Thursday, February 14, 2013

Desiring God, Meditations of a Christian Hedonist --by John Piper

I've found myself quoting and recommending this book every few days for the past week.I think that means that it is both practical and worthy of recommending to you all.

Often as our new heart struggles with the old flesh that still clings to us we are tempted to turn obedience into something it was never intended to be: a back breaking burden.

But the two goals of both glorifying God and and enjoying him seem so naturally in conflict with one another.

In Piper's book he seeks among other things to help us understand that these two dual purposes for mankind not only can get along but in the end they kiss one another.

 One of the most memorable quotes from the book for me:

"God is most glorified in us when we are most satisfied in Him.

Take a closer look

Tuesday, February 12, 2013

My Train Wreck Conversion

"As a leftist lesbian professor, I despised Christians. Then I somehow became one."

I ran across this article by accident and it left me speechless and with tears in my eyes as I contemplated the power of God to redeem us.

It was too valuable not to share:
This interview with the author is at once funny, insightful, encouraging and convicting.
-------------------------

My Train Wreck Conversion

The word Jesus stuck in my throat like an elephant tusk; no matter how hard I choked, I couldn't hack it out. Those who professed the name commanded my pity and wrath. As a university professor, I tired of students who seemed to believe that "knowing Jesus" meant knowing little else. Christians in particular were bad readers, always seizing opportunities to insert a Bible verse into a conversation with the same point as a punctuation mark: to end it rather than deepen it.

Stupid. Pointless. Menacing. That's what I thought of Christians and their god Jesus, who in paintings looked as powerful as a Breck Shampoo commercial model.

As a professor of English and women's studies, on the track to becoming a tenured radical, I cared about morality, justice, and compassion. Fervent for the worldviews of Freud, Hegel, Marx, and Darwin, I strove to stand with the disempowered. I valued morality. And I probably could have stomached Jesus and his band of warriors if it weren't for how other cultural forces buttressed the Christian Right. Pat Robertson's quip from the 1992 Republican National Convention pushed me over the edge: "Feminism," he sneered, "encourages women to leave their husbands, kill their children, practice witchcraft, destroy capitalism, and become lesbians." Indeed. The surround sound of Christian dogma comingling with Republican politics demanded my attention.

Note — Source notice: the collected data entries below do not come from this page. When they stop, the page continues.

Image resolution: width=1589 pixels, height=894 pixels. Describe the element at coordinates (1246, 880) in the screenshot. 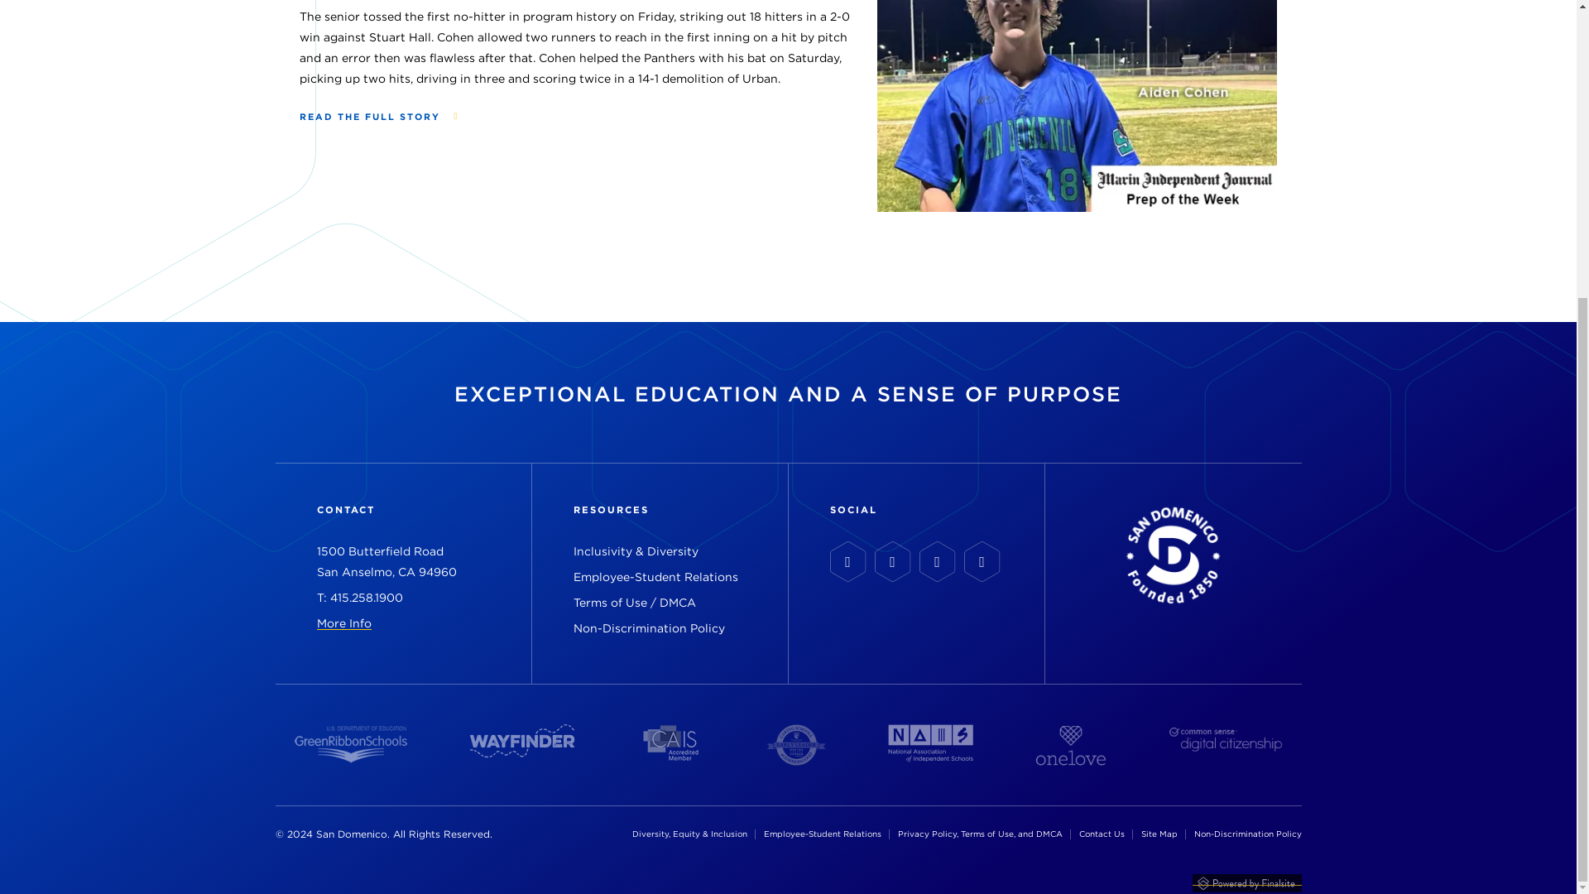

I see `Powered by Finalsite opens in a new window` at that location.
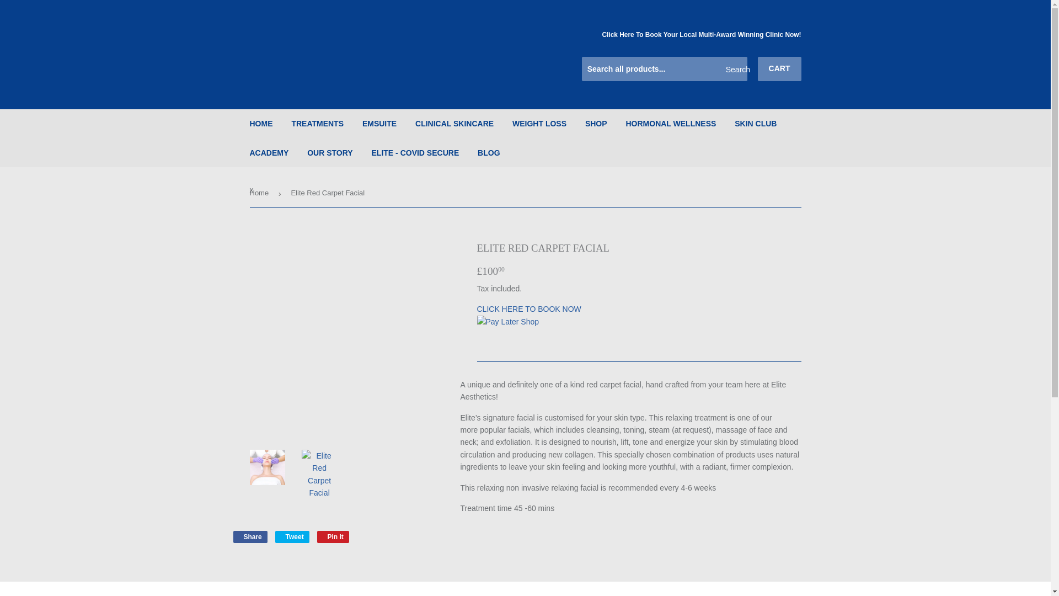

Read the rest of the article

Top 10 Reasons our Kids Leave Church

I just read this article and it nails the reasons that we are losing 70% of our young men and women. As they exit high school they are also exiting the church. If you are concerned at all for the church or for our covenant children I strongly recommend you read this blog post
----------------------

Top 10 Reasons our Kids Leave Church

"We all know them, the kids who were raised in church. They were stars of the youth group. They maybe even sang in the praise band or led worship. And then… they graduate from High School and they leave church. What happened?

It seems to happen so often that I wanted to do some digging; To talk to these kids and get some honest answers. I work in a major college town with a large number of 20-somethings. Nearly all of them were raised in very typical evangelical churches. Nearly all of them have left the church with no intention of returning. I spend a lot of time with them and it takes very little to get them to vent, and I’m happy to listen. So, after lots of hours spent in coffee shops and after buying a few lunches, here are the most common thoughts taken from dozens of conversations. I hope some of them make you angry. Not at the message, but at the failure of our pragmatic replacement of the gospel of the cross with an Americanized gospel of glory. This isn’t a negative “beat up on the church” post. I love the church, and I want to see American evangelicalism return to the gospel of repentance and faith in Christ for the forgiveness of sins; not just as something on our “what we believe” page on our website, but as the core of what we preach from our pulpits to our children, our youth, and our adults."